Her background is drab. Her people are Polish peasants. They fled to West Germany in 1945 and were one of the fortunate families who spent very little time in a resettlement camp before coming to the United States with their three small children and settling near Bassett, Nebraska, in a tenant-farming situation. Nanette was six at that time. Three more children were bom to the Koslovs in Nebraska. Nanette learned English rapidly, attended public school, and worked on the land. Her people were so strict as to border on cruelty. Nanette matured early. At fourteen, after being expelled from junior high school as a result of scandalous behavior involving some senior high school boys, she ran away with a migrant farm laborer who later abandoned her in San Francisco. Her family made no attempt to find her. She looked older than her years. Passing herself off as eighteen, she obtained work as a waitress. When she was sixteen she fell in with a bohemian group in that city. For the next three years she was a fixture in that curious subterranean artistic world of San Francisco which specializes in incomprehensible jazz, foolish painting and hysterical poetry, with their inevitable by-products of mysticism, coffee-house conversation, drug addiction, violence and self-pity. She worked sporadically and was passed back and forth from musician to painter to poet, as a model, an inspiration and a bedmate. During this period she learned the jargon of that milieu without the necessity of having to understand what she was saying—a condition shared, perhaps, by most of her associates.

Last year a painter with whom she was living was killed as a result of a violent argument during an impromptu party. Friends hid Nanette until it became certain the police wanted her for questioning. She fled to Los Angeles and became a member of a smaller group there. It was there she met Sander Golden. When a narcotics raid broke up the group, she left Los Angeles with Golden. Their tentative destination was New Orleans, where Golden had friends. They met Hernandez in Tucson, and the three of them traveled together as far as Del Rio, where Kirby Stassen joined the group.

It is difficult to assess the effect of Nan Koslov on the three men, insofar as their short career of extreme violence is concerned. Each member of the group had, I believe, a catalytic effect on the other three. In one sense perhaps the men felt a necessity to "show off" for the girl, to show her that they were beyond all rules and restrictions. But in order for her to achieve

this effect upon them, it would first have been necessary for her to communicate to them her own taste for recklessness.

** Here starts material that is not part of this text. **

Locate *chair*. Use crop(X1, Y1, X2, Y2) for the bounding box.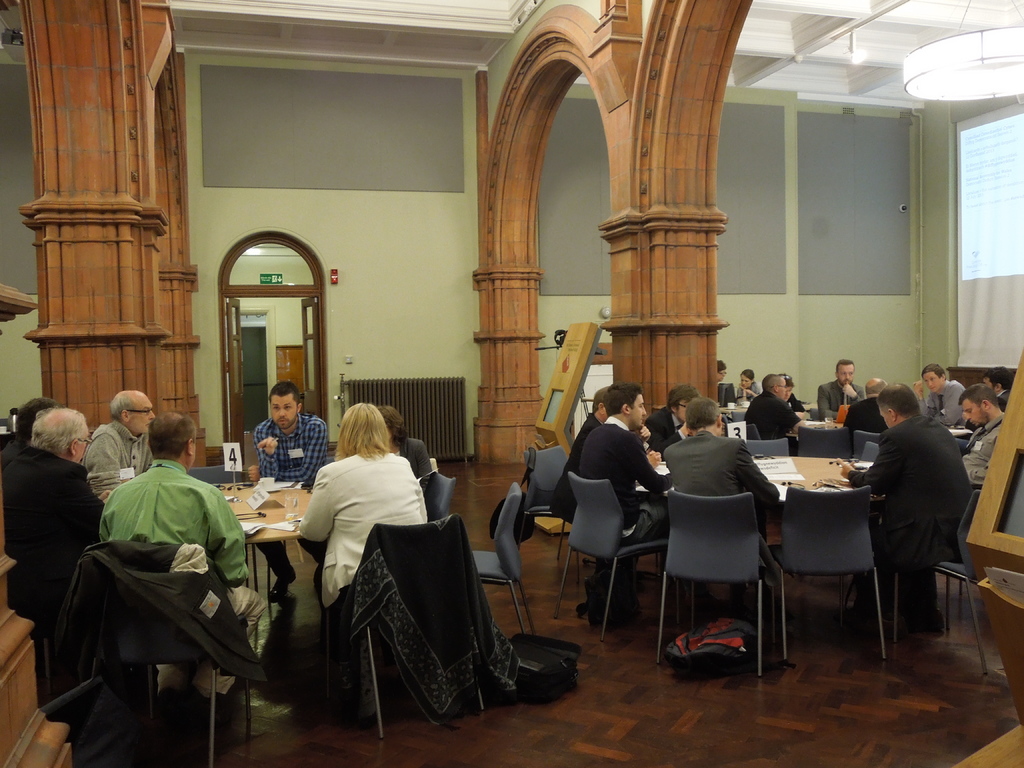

From the meager clues she has given me, I can perhaps reconstruct her attitude at Del Rio. Here was a girl who, for several years, had lived only for sensation. For kicks, as Sander Golden would say. Highly spiced foods deaden the palate. So ever-increasing quantities of spice must be used. It is the same with physical sensation. Though she denies it, there is, I believe, a good chance that she was directly involved in the killing of the artist in San Francisco. He was stabbed repeatedly in the abdomen with a long skewer used for fireplace cooking, and in the throat and in the nape of the neck with a table fork. There is such a flavor of primitive violence in this woman, of revolt agamst cruelties inflicted upon her, that she may have found a new and special pleasure in the act of killing. It is, one could say, the ultimate sensation, and she had been increasing the tempo of sensation over her short lifetime.

Also, Sander Golden had put her on his own routine of stimulants, a schedule which he had arrived at through trial and error and which he terms "The biggest thing since the wheel."

It involved a carefully regulated intake of powerful tranquilizers, plus raw dexedrine and barbiturates.